One of the first sessions we had here in Toronto was about poverty and defining it. If we are committed to eradicating poverty or more realistically, reducing widespread poverty, we need to ask what it is.
POVERTY:
Being VULNERABLE to outside shocks, and lacking the AGENCY to chose the direction of your life.
This is my broad and simplified definition of poverty. There are definitely varying degrees of poverty, but if you gave me two words to describe poverty they would be vulnerability, and agency. I want you to take your typical farmer in rural Africa and think of the possible shocks that can affect this person. If we're speaking about agriculture, irrigation typically comes to mind. Most rural farmers in Africa depend on the rains to irrigate their staple crop. It is exactly this dependency that we are trying to mitigate. If a farmer is completely dependent on the rains, then they are vulnerable to any shocks, and do not have the means of responding or bouncing back from those shocks.
Let's break this down for a second. If the rains fail, what are the short term implications? The crop is completely lost and the family does not have enough to eat for the rest of the year. What about the long-term implications? Potential malnutrition of children, dropping out of school (hungry children can't learn), selling off of other crucial assets such as oxen to pay for food. Likelihood? With increasing climate changes the weather is becoming more difficult to predict so the likelihood of this is high. And last what is this farmer's ability to control that? Nothing whatsoever.
Let's look at health. If someone in the house gets sick? Short-term: loss of labour, cost of health care, loss of education. Long-term: death, cost of funeral, if an adult dies, loss of safety-net and income generator. Likelihood: high: unsanitary situations, AIDS, malaria. Ability to control: not very much without money.
What makes me sad and angry all at the same time, is the fact that people are completely vulnerable. Even in areas where rain has been consistent for years, all it takes is one drought, one death, one shock, and all accumulated assets overtime are now lost.
With this extreme vulnerability to factors out of your control, how can one have choice to live the way they want to live. How can one have agency. You see, until you can feel comfortable with with your quality of life, and a certain security (food, personal, health), how do you start to choose your own future.
This is unacceptable. To really grasp what I am saying, take a worry that you have in your life, right now or at a time you thought you were most vulnerable, and apply the same questions. What are the short term implications? Long-term? Likelihood it will happen? Ability to control?
I'll put one of mine below, but if you don't want to read it, the point is this. Because of the way society has evolved around us, we have safety nets. Whether social safety nets through our family, or institutional ones through loans, healthcare, or welfare; our vulnerability is covered by these safety nets. This enables us to have the choice of what opportunities we take advantage of.
Thanks
Out of high school:
worry: can't afford university.
Short Term: borrow money from family, take student loan, get part-time employment and save
Long-term: Working full-time and doing night classes. Doing a trade or gaining a cheaper qualification
Likelihood it will happen: For me, low
Ability to control: High. I have the choice of what mitigation strategies I take.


• [Problem] Return every line of the data below that includes the string "bounding".

• [Data for review]
==*==

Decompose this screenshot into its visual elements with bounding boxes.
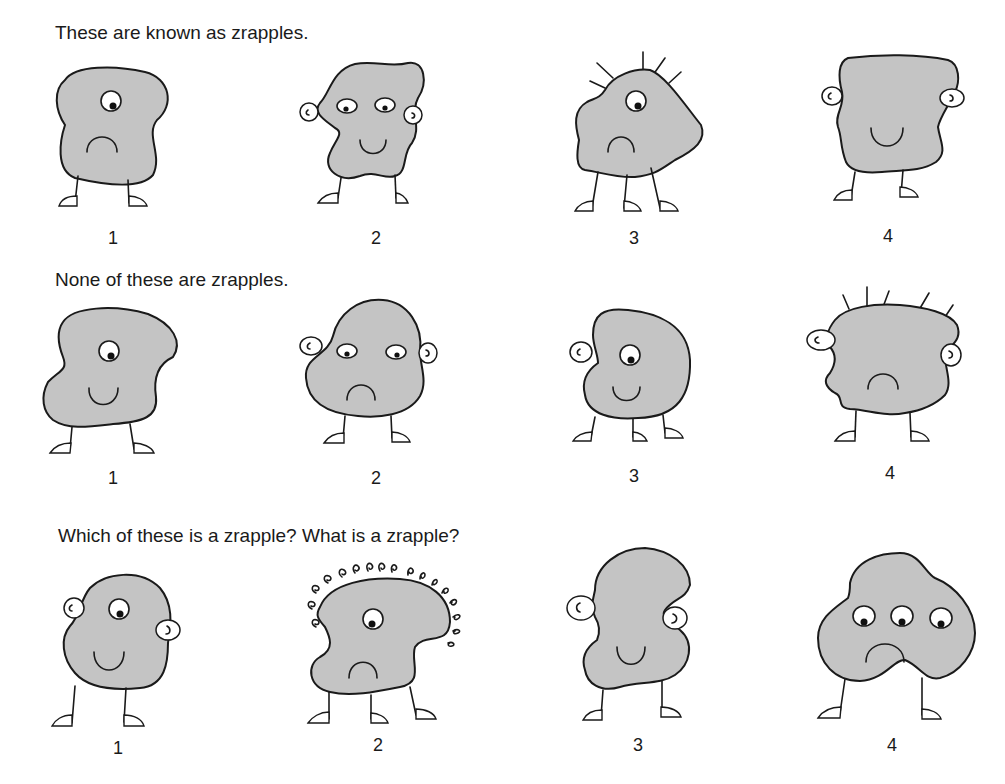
zrapple-4-label: 4 <box>883 226 893 247</box>
non-zrapple-2-creature <box>298 296 443 451</box>
candidate-3-label: 3 <box>633 735 643 756</box>
candidate-2-creature <box>300 557 465 732</box>
zrapple-3-label: 3 <box>629 228 639 249</box>
section-1-heading: These are known as zrapples. <box>55 22 308 44</box>
section-2-heading: None of these are zrapples. <box>55 269 288 291</box>
non-zrapple-4-label: 4 <box>885 463 895 484</box>
candidate-4-label: 4 <box>887 735 897 756</box>
candidate-1-creature <box>50 568 190 733</box>
non-zrapple-4-creature <box>805 285 970 450</box>
non-zrapple-3-creature <box>563 305 703 445</box>
zrapple-1-creature <box>45 60 185 210</box>
section-3-heading: Which of these is a zrapple? What is a z… <box>58 525 459 547</box>
non-zrapple-3-label: 3 <box>629 466 639 487</box>
candidate-1-label: 1 <box>113 738 123 759</box>
zrapple-4-creature <box>820 52 970 207</box>
candidate-2-label: 2 <box>373 735 383 756</box>
candidate-4-creature <box>810 548 990 733</box>
zrapple-1-label: 1 <box>108 228 118 249</box>
candidate-3-creature <box>565 545 710 730</box>
zrapple-2-label: 2 <box>371 228 381 249</box>
non-zrapple-1-creature <box>38 302 188 457</box>
zrapple-3-creature <box>565 50 715 215</box>
zrapple-2-creature <box>300 58 430 208</box>
non-zrapple-2-label: 2 <box>371 468 381 489</box>
non-zrapple-1-label: 1 <box>108 468 118 489</box>
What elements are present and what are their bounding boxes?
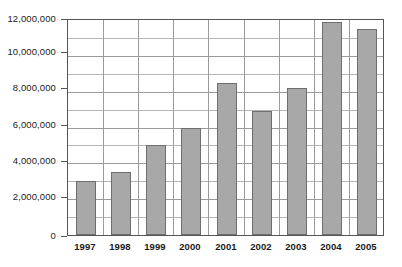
bars-layer bbox=[68, 20, 383, 235]
x-axis-label-2002: 2002 bbox=[241, 241, 281, 252]
y-axis-label-2000000: 2,000,000 bbox=[13, 192, 56, 202]
bar-chart: 0 2,000,000 4,000,000 6,000,000 8,000,00… bbox=[0, 0, 402, 267]
x-axis-label-2003: 2003 bbox=[276, 241, 316, 252]
bar-2003 bbox=[287, 88, 307, 235]
bar-2000 bbox=[181, 128, 201, 236]
x-axis-label-2000: 2000 bbox=[170, 241, 210, 252]
y-axis-label-0: 0 bbox=[51, 231, 56, 241]
x-axis-label-1997: 1997 bbox=[65, 241, 105, 252]
y-axis-label-8000000: 8,000,000 bbox=[13, 83, 56, 93]
x-axis-label-1999: 1999 bbox=[135, 241, 175, 252]
bar-1997 bbox=[76, 181, 96, 235]
y-axis-label-6000000: 6,000,000 bbox=[13, 120, 56, 130]
x-axis-label-2005: 2005 bbox=[346, 241, 386, 252]
y-axis-tick-0 bbox=[61, 236, 67, 237]
bar-2001 bbox=[217, 83, 237, 235]
y-axis-label-12000000: 12,000,000 bbox=[7, 14, 56, 24]
bar-2004 bbox=[322, 22, 342, 235]
y-axis-label-10000000: 10,000,000 bbox=[7, 47, 56, 57]
plot-area bbox=[67, 19, 384, 236]
bar-1998 bbox=[111, 172, 131, 235]
bar-2005 bbox=[357, 29, 377, 235]
x-axis-label-1998: 1998 bbox=[100, 241, 140, 252]
bar-2002 bbox=[252, 111, 272, 235]
x-axis-label-2004: 2004 bbox=[311, 241, 351, 252]
bar-1999 bbox=[146, 145, 166, 235]
x-axis-label-2001: 2001 bbox=[206, 241, 246, 252]
y-axis-label-4000000: 4,000,000 bbox=[13, 156, 56, 166]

==*==

• [Exercise solution]
Decompose this screenshot into its visual elements with bounding boxes.
What elements are present and what are their bounding boxes?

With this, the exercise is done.